The Milwaukee Women’s Center is grateful to be a finalist in the Wisconsin Better Business Bureau’s Torch Award for Business Ethics and Integrity because it helps to bring the issue of domestic violence to the forefront.

“I wish the issue of family violence wasn’t so invisible,” said Carey Tradewell Monreal, president and CEO. “The community is uncomfortable with it. This award will remind all that the issue of family violence is real and that the Milwaukee Women’s Center is there to provide critical services that men, women and children need.”

MWC is Wisconsin’s largest family violence service agency and provides ongoing prevention, intervention and treatment services, including substance abuse and mental health programs, to more than 2,000 men, women and children each year. In addition, more than 13,000 individuals are served annually through the 24-hour crisis line and community education programs. Since opening its doors 25 years ago, MWC has served more than 390,000 people.

Because its clients are so vulnerable and often in the middle of a crisis, MWC views ethics and integrity as one of its highest obligations to the community it serves, Tradewell Monreal said.

“They are so wounded and need of healing,” she said. “They need to know that from the moment they walk in the door, our employees will recognize that they are so deserving of compassion, of quality services and the best counseling that we can provide.”

MWC has a number of innovative programs, designed to help not only women and children who are victims of abuse, but the men who are their abusers. These programs include a counseling program for men, a dating violence program targeting high school students and a program for older abused women.

“We’re proud of the fact that we have one of only five older abused women’s programs in the country,” Tradewell Monreal said. This program helps women who are in their 50s, 60s and 70s that may be victims of spouses or of their middle-aged sons.

MWC has 43 employees – both men and women – and 250 volunteers. Tradewell Monreal added that one indication of the quality of MWC’s services is that 12 percent of her employees are former clients. Being named a finalist for the Torch Award gives MWC’s staff some well-deserved recognition, she said.

“This award is recognition of the hard, hard work the Milwaukee Women’s Center does day after day,” Tradewell Monreal said.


● **Required work**: Every entry below has to appear again in your reply, word for word, but no picture may.

● **Input material**:
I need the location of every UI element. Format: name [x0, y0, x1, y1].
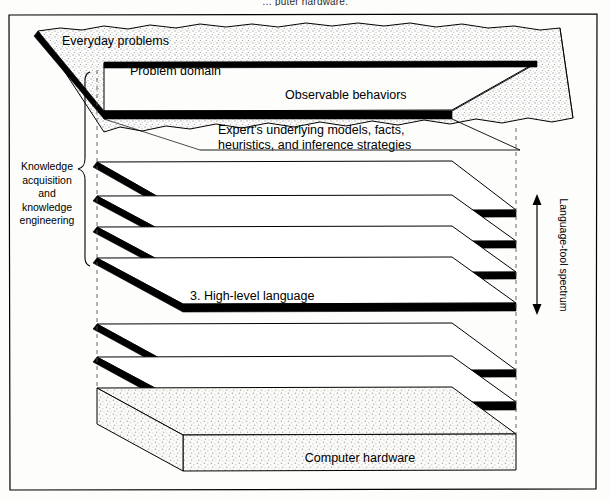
knowledge-acquisition-annotation: Knowledge acquisition and knowledge engi…	[20, 72, 90, 266]
left-annotation-line-3: knowledge	[22, 201, 72, 213]
left-annotation-line-0: Knowledge	[21, 160, 73, 172]
spectrum-arrow-head-down	[533, 304, 542, 315]
label-everyday-problems: Everyday problems	[62, 34, 169, 48]
computer-hardware-block: Computer hardware	[97, 387, 516, 471]
label-experts-models-line2: heuristics, and inference strategies	[218, 138, 411, 152]
label-problem-domain: Problem domain	[130, 64, 221, 78]
figure-root: … puter hardware.	[0, 0, 610, 501]
layer-slab-3: 3. High-level language	[93, 257, 516, 312]
top-slab-lower-rail	[104, 111, 452, 119]
problem-domain-slab: Everyday problems Problem domain Observa…	[34, 23, 573, 152]
spectrum-label: Language-tool spectrum	[558, 198, 570, 311]
layer-3-label: 3. High-level language	[190, 289, 314, 303]
left-annotation-line-1: acquisition	[22, 174, 72, 186]
language-tool-spectrum-annotation: Language-tool spectrum	[533, 194, 571, 315]
hardware-label: Computer hardware	[305, 451, 416, 465]
label-observable-behaviors: Observable behaviors	[285, 88, 407, 102]
left-annotation-line-4: engineering	[20, 214, 75, 226]
left-annotation-line-2: and	[38, 187, 56, 199]
layer-3-front-rail	[183, 303, 516, 312]
label-experts-models-line1: Expert's underlying models, facts,	[218, 123, 405, 137]
spectrum-arrow-head-up	[533, 194, 542, 205]
layered-architecture-diagram: Everyday problems Problem domain Observa…	[0, 0, 610, 501]
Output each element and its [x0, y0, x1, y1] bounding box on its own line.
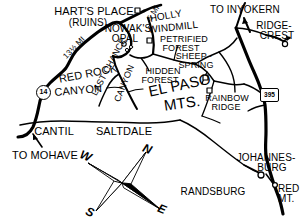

● **Written response**:
I need the location of every UI element. Format: name [x0, y0, x1, y1].
knowledge-acquisition-annotation: Knowledge acquisition and knowledge engi…	[20, 72, 90, 266]
left-annotation-line-3: knowledge	[22, 201, 72, 213]
left-annotation-line-0: Knowledge	[21, 160, 73, 172]
spectrum-arrow-head-down	[533, 304, 542, 315]
label-everyday-problems: Everyday problems	[62, 34, 169, 48]
computer-hardware-block: Computer hardware	[97, 387, 516, 471]
label-experts-models-line2: heuristics, and inference strategies	[218, 138, 411, 152]
label-problem-domain: Problem domain	[130, 64, 221, 78]
figure-root: … puter hardware.	[0, 0, 610, 501]
layer-slab-3: 3. High-level language	[93, 257, 516, 312]
top-slab-lower-rail	[104, 111, 452, 119]
problem-domain-slab: Everyday problems Problem domain Observa…	[34, 23, 573, 152]
spectrum-label: Language-tool spectrum	[558, 198, 570, 311]
layer-3-label: 3. High-level language	[190, 289, 314, 303]
left-annotation-line-1: acquisition	[22, 174, 72, 186]
language-tool-spectrum-annotation: Language-tool spectrum	[533, 194, 571, 315]
hardware-label: Computer hardware	[305, 451, 416, 465]
label-observable-behaviors: Observable behaviors	[285, 88, 407, 102]
left-annotation-line-4: engineering	[20, 214, 75, 226]
left-annotation-line-2: and	[38, 187, 56, 199]
layer-3-front-rail	[183, 303, 516, 312]
label-experts-models-line1: Expert's underlying models, facts,	[218, 123, 405, 137]
spectrum-arrow-head-up	[533, 194, 542, 205]
layered-architecture-diagram: Everyday problems Problem domain Observa…	[0, 0, 610, 501]
Output each element and its [x0, y0, x1, y1] bounding box on its own line.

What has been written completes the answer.